Personalization is critical for improving user experience in interactive writing and educational applications, yet remains understudied in story generation. We study the task of personalizing story generation, where our goal is to mimic an author's writing style, given other stories written by them. We collect Mythos, a dataset of 3.6k stories from 112 authors, with an average of 16 stories per author, across five distinct sources reflecting diverse story-writing settings. We propose a two-stage pipeline for personalized story generation: first, we infer authors' implicit writing characteristics and organize them into an Author Writing Sheet, which is validated by humans to be of high quality; second, we simulate the author's persona using tailored persona descriptions and personalized story rules. We find that stories personalized using the Author Writing Sheet outperform a non-personalized baseline, achieving a 78% win-rate in capturing authors' past style and 59% in similarity to ground-truth author stories. Human evaluation supports these findings and further highlights trends, such as Reddit stories being easier to personalize, and the Creativity and Language Use aspects of stories being easier to personalize than the Plot.

Paper Structure

This paper contains 102 sections, 23 figures, 28 tables, 1 algorithm.

Figures (23)

  • Figure 1: Our two-stage pipeline for personalized story generation. Stage 1 constructs an Author Writing Sheet with Claim ($C$) and Evidence ($E$) pairs capturing the author’s story-writing characteristics across narrative categories. It is derived from the author’s history of writing prompts ($wp$), author-written stories ($s_a$), and LLM-generated Average Stories ($s_b$) representing a typical author's response to the same prompt.

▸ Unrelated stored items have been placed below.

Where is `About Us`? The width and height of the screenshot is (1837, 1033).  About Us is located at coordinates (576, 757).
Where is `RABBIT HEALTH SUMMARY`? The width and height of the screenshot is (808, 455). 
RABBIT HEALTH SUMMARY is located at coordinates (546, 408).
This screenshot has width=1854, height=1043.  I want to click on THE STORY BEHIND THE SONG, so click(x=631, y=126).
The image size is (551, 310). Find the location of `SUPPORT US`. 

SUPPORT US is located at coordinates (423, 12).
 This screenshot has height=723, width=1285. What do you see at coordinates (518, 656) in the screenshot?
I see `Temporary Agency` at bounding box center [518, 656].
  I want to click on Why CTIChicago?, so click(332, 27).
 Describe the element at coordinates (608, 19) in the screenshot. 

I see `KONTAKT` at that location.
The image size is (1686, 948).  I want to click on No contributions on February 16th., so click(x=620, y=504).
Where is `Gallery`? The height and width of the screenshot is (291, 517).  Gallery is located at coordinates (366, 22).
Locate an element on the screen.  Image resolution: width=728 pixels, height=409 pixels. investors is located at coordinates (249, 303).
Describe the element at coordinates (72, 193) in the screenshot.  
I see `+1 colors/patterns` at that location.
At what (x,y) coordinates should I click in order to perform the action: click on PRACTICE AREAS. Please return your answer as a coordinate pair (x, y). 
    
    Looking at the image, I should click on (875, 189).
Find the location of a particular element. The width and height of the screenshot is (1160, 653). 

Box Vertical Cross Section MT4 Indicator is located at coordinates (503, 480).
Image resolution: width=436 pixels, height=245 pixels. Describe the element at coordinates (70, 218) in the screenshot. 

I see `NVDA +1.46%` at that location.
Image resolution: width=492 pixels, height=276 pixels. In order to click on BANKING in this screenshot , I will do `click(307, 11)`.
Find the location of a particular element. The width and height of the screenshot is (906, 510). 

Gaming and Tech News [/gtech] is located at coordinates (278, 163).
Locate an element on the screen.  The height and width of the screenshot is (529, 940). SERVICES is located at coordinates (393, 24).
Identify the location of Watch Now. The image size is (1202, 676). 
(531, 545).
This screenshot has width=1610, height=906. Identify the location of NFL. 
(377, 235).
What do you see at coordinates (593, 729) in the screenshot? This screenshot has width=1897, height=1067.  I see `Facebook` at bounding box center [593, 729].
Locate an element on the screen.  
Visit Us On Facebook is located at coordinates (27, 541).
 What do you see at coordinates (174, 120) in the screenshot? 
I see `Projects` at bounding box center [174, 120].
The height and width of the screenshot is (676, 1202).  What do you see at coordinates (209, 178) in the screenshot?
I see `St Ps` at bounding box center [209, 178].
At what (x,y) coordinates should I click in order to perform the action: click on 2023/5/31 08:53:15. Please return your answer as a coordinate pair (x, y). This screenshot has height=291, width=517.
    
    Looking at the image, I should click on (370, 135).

Stage 2 uses the Author Writing Sheet to role-play the author, incorporating tailored story rules and a persona description for personalized generation.
  • Figure 2: Win-rates proportions across narrative categories for Similarity to Author Story for Reddit. O: Oracle, D: Delta, Sh: Sheet, Su: Summ.
  • Figure 3: Story-writing themes for the Reddit source covered in Mythos.
  • Figure 4: Prompt for generating writing prompts for the stories in our dataset.
  • Figure 5: Average Author Prompt for AO3.